Pythagorean Tuning vs. Quarter-Comma Meantone
Compare the tuning characteristics of Pythagorean Tuning and Quarter-Comma Meantone — cent deviations per note, practical guidance, and historical context.
At a Glance
| Feature | Pythagorean Tuning | Quarter-Comma Meantone |
|---|---|---|
| Category | pythagorean | meantone |
| Formula Type | pythagorean-stacking | fractional-comma |
| Historical Era | Ancient / Medieval | Renaissance / Early Baroque |
| Key Advantage | Pure perfect fifths (3:2) — ideal for medieval polyphony and chant. | Pure major thirds (5:4) in the most common Renaissance/Baroque keys. |
| Key Limitation | Major thirds are very sharp (+22 cents) and the wolf fifth makes distant keys harsh. | A dissonant wolf fifth (between G# and Eb) makes enharmonic keys unusable. |
| Typical Use | Medieval music, chant, early polyphony, and Pythagorean theory study. | Renaissance and early Baroque keyboard music in flat-key signatures. |
Cent Deviations: All 12 Notes vs. Equal Temperament
Positive cents = sharper than equal temperament. Negative = flatter. Difference column shows Quarter-Comma Meantone minus Pythagorean Tuning: positive means Quarter-Comma Meantone is sharper.
| Note | Pythagorean Tuning (¢) | Quarter-Comma Meantone (¢) | Difference (¢) |
|---|---|---|---|
| C4 | -5.87 | +10.26 | +16.13 |
| Db4 | +7.82 | -13.69 | -21.51 |
| D4 | -1.96 | +3.42 | +5.38 |
| Eb4 | -11.73 | +20.53 | +32.26 |
| E4 | +1.96 | -3.42 | -5.38 |
| F4 | -7.82 | +13.69 | +21.51 |
| Gb4 | +5.87 | -10.26 | -16.13 |
| G4 | -3.91 | +6.85 | +10.76 |
| Ab4 | +9.78 | -17.11 | -26.89 |
| A4 | 0.00 | 0.00 | 0.00 |
| Bb4 | -9.78 | +17.11 | +26.89 |
| B4 | +3.91 | -6.85 | -10.76 |
When to Choose Each
Choose Pythagorean Tuning when:
Choose Pythagorean tuning for medieval ensemble music, plainchant, early polyphony, and Pythagorean melodic writing where pure open fifths are the primary consonances. String players often gravitate naturally toward this intonation for melodic lines.
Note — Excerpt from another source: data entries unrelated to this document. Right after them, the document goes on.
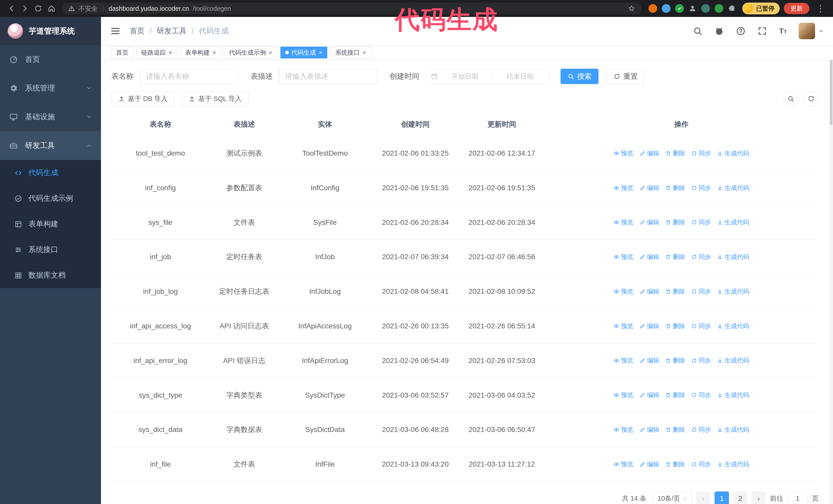 Image resolution: width=833 pixels, height=504 pixels. I want to click on sidebar-item-infra: 基础设施, so click(51, 117).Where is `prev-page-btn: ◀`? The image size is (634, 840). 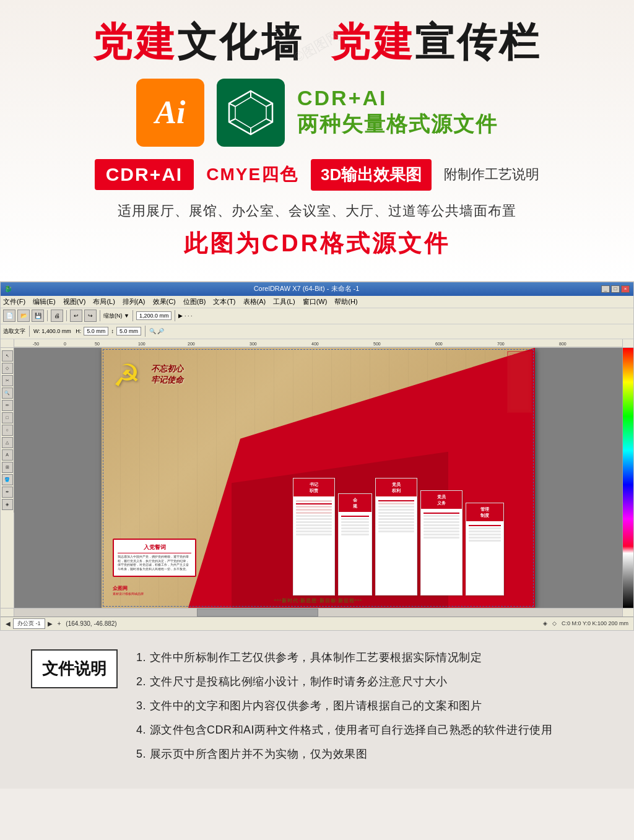 prev-page-btn: ◀ is located at coordinates (8, 624).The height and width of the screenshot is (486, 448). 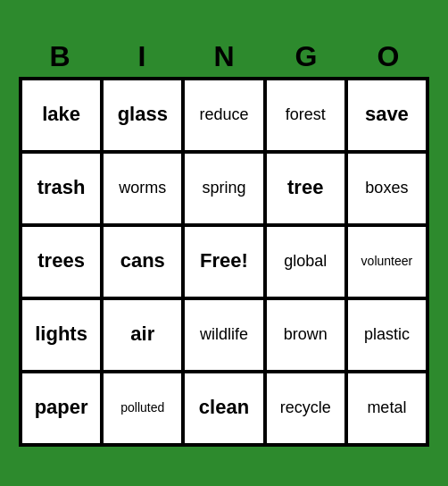 I want to click on cell-r2-c2: Free!, so click(x=223, y=262).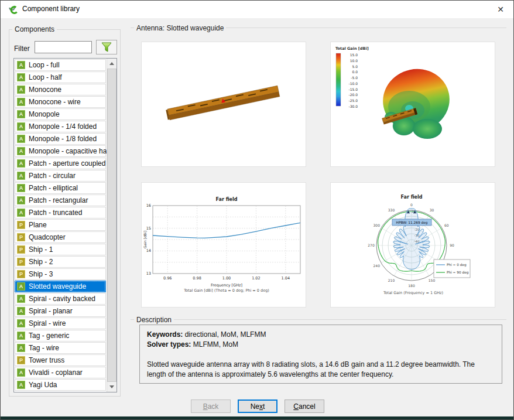 The image size is (514, 420). What do you see at coordinates (112, 225) in the screenshot?
I see `scroll-thumb` at bounding box center [112, 225].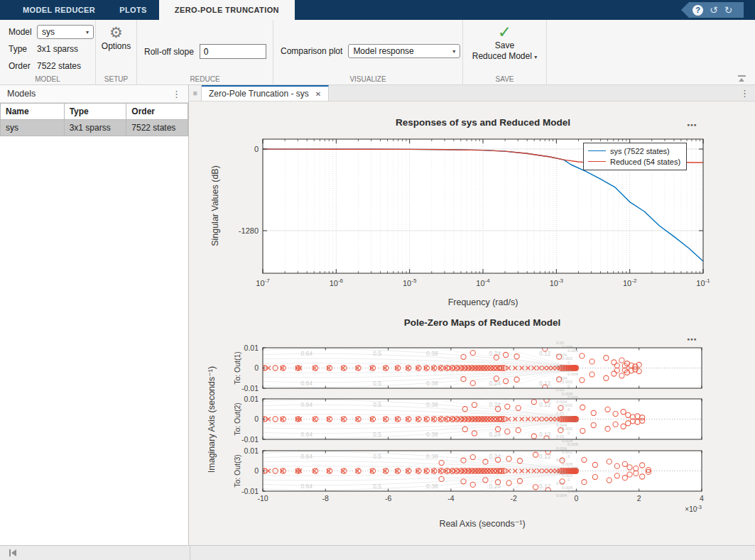 This screenshot has width=755, height=560. I want to click on svg-text: 10-5, so click(410, 282).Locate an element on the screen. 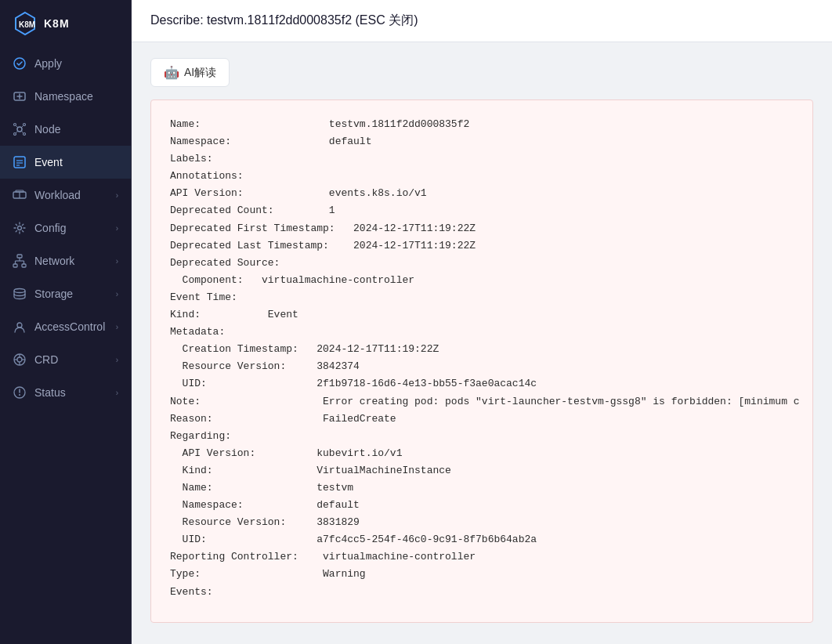  crd-icon is located at coordinates (20, 360).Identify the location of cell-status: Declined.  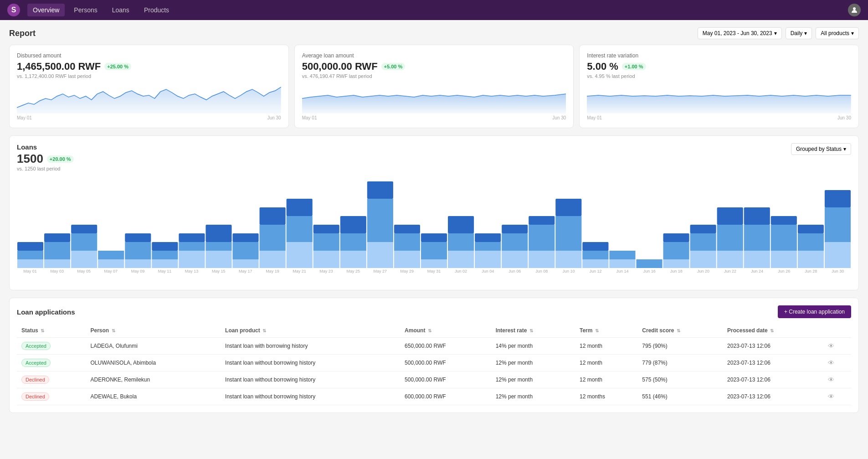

Choose Quarter-Comma Meantone when:
Choose Quarter-Comma Meantone for Renaissance and early Baroque keyboard music. Its pure major thirds (5:4) give harpsichord and organ repertoire from 1500-1650 its characteristic warm, consonant sound.
Historical Context
Pythagorean Tuning predates meantone temperament historically. Meantone (dominant 1500-1700) emerged as a practical keyboard solution that split the difference between Pythagorean fifths and just-intonation thirds, distributing the syntonic comma to achieve near-pure thirds on keyboard instruments.
- Pythagorean Tuning
- Developed by Ancient Greek theory (attributed to Pythagoras) — Ancient / Medieval era
- Quarter-Comma Meantone
- Developed by Pietro Aaron (c. 1523) — Renaissance / Early Baroque era
Compare Temperaments in Tunable — Get Tunable.
Tunable supports Pythagorean Tuning, Quarter-Comma Meantone, and 14 other tuning systems. Hear the difference in real-time as you play.